Hailed as “a master of deceit” (KRON 4 TV) David Hirata has amazed audiences throughout the Bay Area with theatrical magic creations at the Exploratorium, the Yerba Buena Center for the Arts, the Oakland Museum, and at many private events. Previous shows include Kanji by Starlight at the Marsh, and American Wizards at the California Magic Dinner Theater. The Jap Box premiered at the 2018 San Diego International Fringe Festival where it won the award for “Outstanding World Premiere Production.”

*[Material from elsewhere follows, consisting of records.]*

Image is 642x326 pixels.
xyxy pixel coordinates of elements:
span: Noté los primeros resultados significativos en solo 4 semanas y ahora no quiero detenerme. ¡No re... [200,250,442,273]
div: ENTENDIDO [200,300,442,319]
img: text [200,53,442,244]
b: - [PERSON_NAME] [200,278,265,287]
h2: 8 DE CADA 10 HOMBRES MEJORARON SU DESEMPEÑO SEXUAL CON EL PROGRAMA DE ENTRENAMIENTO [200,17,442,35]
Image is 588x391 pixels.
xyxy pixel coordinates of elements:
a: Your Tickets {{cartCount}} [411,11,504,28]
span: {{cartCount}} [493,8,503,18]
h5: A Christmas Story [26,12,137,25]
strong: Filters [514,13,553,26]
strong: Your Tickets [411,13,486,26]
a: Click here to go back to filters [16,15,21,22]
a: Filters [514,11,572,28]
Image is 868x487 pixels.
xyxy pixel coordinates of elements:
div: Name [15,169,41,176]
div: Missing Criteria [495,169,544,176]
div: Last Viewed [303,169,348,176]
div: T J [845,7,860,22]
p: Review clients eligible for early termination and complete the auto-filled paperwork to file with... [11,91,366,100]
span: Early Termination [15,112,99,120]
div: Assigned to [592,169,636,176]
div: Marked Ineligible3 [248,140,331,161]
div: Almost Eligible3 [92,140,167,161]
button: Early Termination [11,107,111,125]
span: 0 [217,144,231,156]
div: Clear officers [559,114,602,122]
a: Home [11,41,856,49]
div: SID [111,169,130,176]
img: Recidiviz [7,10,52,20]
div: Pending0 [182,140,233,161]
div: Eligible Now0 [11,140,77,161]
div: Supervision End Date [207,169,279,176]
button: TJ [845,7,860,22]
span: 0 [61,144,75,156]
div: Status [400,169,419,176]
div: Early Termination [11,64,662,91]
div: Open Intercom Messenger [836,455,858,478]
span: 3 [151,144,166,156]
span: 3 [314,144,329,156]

Brenda Wong Aoki is a storyteller, anthologized playwright, producer, artistic director, and performer. Her song/dance/dramas are drawn from her family’s 121-year history in San Francisco and the Bay Area, Kabuki legends, ghost stories, and her personal experience. Known for her agility across disciplines, she creates monodramas rooted in traditional storytelling, dance movement, and music. Her sensei is Living Treasure, Nomura Mansaku, a Kyogen master; she also studied Noh with Nomura Shiro, who is a Cultural Intangible Property. It is extremely rare for a woman (and especially an American woman) to get to study with masters like these; ironically, it is because she is an American that she was able to work with artists of this caliber. Her other teachers/coaches/mentors include stage director, choreographer, performer, and former director of Theatre of Yugen, Yuriko Doi, and longtime director and coach, Jael Weisman of Dell’Arte Players and the San Francisco Mime Troupe.
About the Host

Stephanie Weisman founded and has been the Artistic/Executive Director of The Marsh since its inception in 1989. Under her leadership, The Marsh has grown from a one-night-a-week performance series to producing 600-700 shows annually on its four stages. In addition to its developing work performance series, The Marsh’s programs include: artist-in-residencies, after-school and summer workshops for youth both onsite and in 5 SFUSD, and performance development classes, workshops and Performance Initiatives. In 1996 Stephanie spearheaded the drive to successfully buy their 12,000 sq ft facility on Valencia Street in San Francisco. This increased The Marsh’s programs four-fold as well as provided for a stable Bay Area arts organization. In 2010, The Marsh added a second venue in Berkeley. In 2020, Stephanie initiated MarshStream. She is currently at work developing her opera, Aphrodisia, with dancer, Wei Wang.